For this study, researchers sought to address this gap by developing, training, and validating a new modeling tool using common information collected in the ED to identify which patients might become agitated. This information was based on electronic health record data from more than 3 million ED visits by patients 18 or older at nine hospitals in the northeastern U.S. between 2015 and 2022. The researchers also drew from past research, input from hospital staff, and studies on restraint and sedation use.
The research team looked for patterns in this wide range of information (nearly 700 possible factors in total). But before building their model, they carefully cleaned and organized the data — removing poor-quality entries and merging similar data points — to ensure that the information was consistent and ready for analysis.
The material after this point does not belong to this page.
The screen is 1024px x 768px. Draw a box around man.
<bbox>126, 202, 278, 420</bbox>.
Ultimately, they narrowed their focus to the most relevant factors, testing combinations of the top 20, 50, 100, and 200 predictors.
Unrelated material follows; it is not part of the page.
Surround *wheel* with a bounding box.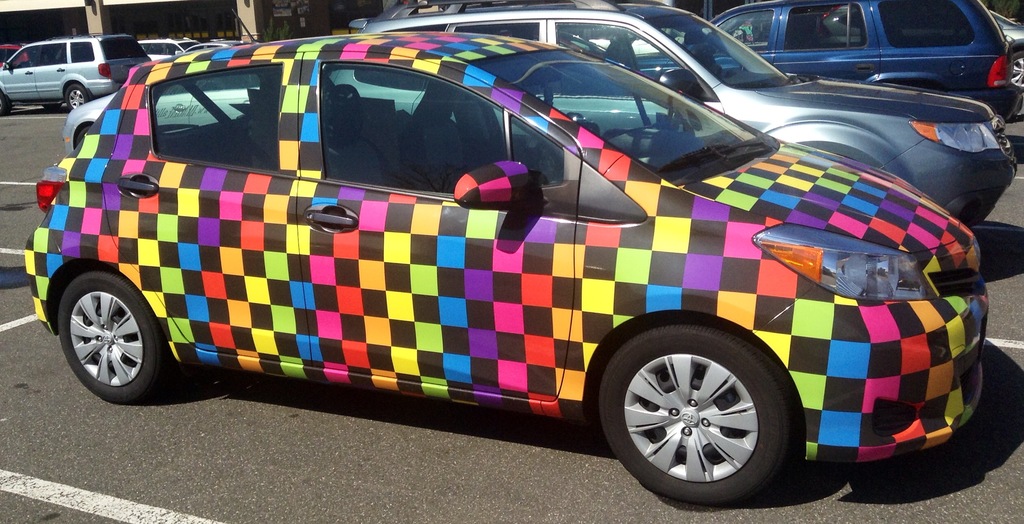
{"x1": 57, "y1": 272, "x2": 166, "y2": 406}.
In developing the model, the team split the data into 2 parts: 1 to train the model and one to test how well it worked. They tested 3 machine learning methods to find the best fit and to ensure the model wouldn’t just memorize patterns from the training data but could reliably make predictions based on new cases. They also checked for fairness across age, sex, and race to avoid unintended bias.
The final model used 50 key features, including a patient’s age, insurance status, past medical history, medications, reason for visiting the ED, and whether they had a primary care provider. Although race and ethnicity were included in the dataset to check for fairness, that information was intentionally excluded from the model to prevent bias. Some of the strongest warning signs for future agitation, they found, included frequent past visits to the ED, abnormal vital signs, relevant medical history, and any previous use of restraints or sedation.
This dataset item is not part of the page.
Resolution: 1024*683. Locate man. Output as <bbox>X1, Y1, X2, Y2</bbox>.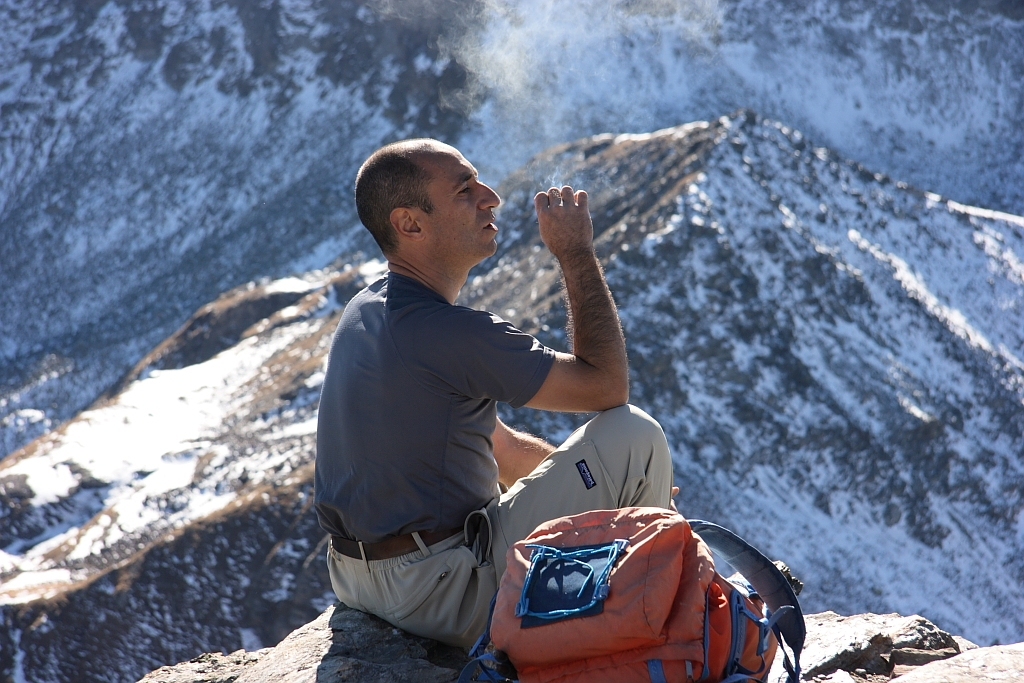
<bbox>306, 144, 629, 670</bbox>.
“What we don’t want is for the model to be self-fulfilling but instead predict agitation early in a visit before symptoms even develop,” Wong said. “Our ultimate goal is to better allocate critical and limited resources to those that are in most need or that have the greatest benefit.”
In addition to showing that machine learning can be a powerful tool for predicting patient agitation in the ED, the study could help improve both patient and provider safety by focusing on prevention rather than reactive treatment like sedation or restraints, the researchers say.
“On the patient side of things, physical restraint or chemical restraint can be a pretty dehumanizing experience,” said Andrew Taylor, associate professor adjunct of biomedical informatics and data science at YSM and senior author of the study. “On the staffing side, when people become violent or aggressive, there can be both emotional trauma and physical trauma to staff, too. Anything to decrease that [restraint] is both patient-centered and provider-centered.”
Ultimately, researchers say, the study was a test case for the team’s prediction model. Next steps include scaling the model, getting buy-in from clinicians, and implementing it in hospital systems. “We know the model works, but we really have to get it implemented,” Taylor said. “We have to build up that clinical support around it and look at the pragmatics of when to deploy it and how to deploy it so that it best fits with our staff’s workflow.”
Taylor is also professor of emergency medicine at the University of Virginia. Wong is also the director of simulation research at the Yale Center for Healthcare Simulation.
Other Yale authors include Atharva Sapre, Kaicheng Wang, Bidisha Nath, Dhruvil Shah, Anusha Kumar, Isaac Faustino, Riddhi Desai, Yue Hu, Leah Robinson, Can Meng, Guangyu Tong, Edward Melnick, and James Dziura.
This study was supported by grants from the National Institute of Mental Health, the National Institute of Nursing Research, the National Institute on Minority Health and Health Disparities, and the Patient-Centered Outcomes Research Institute.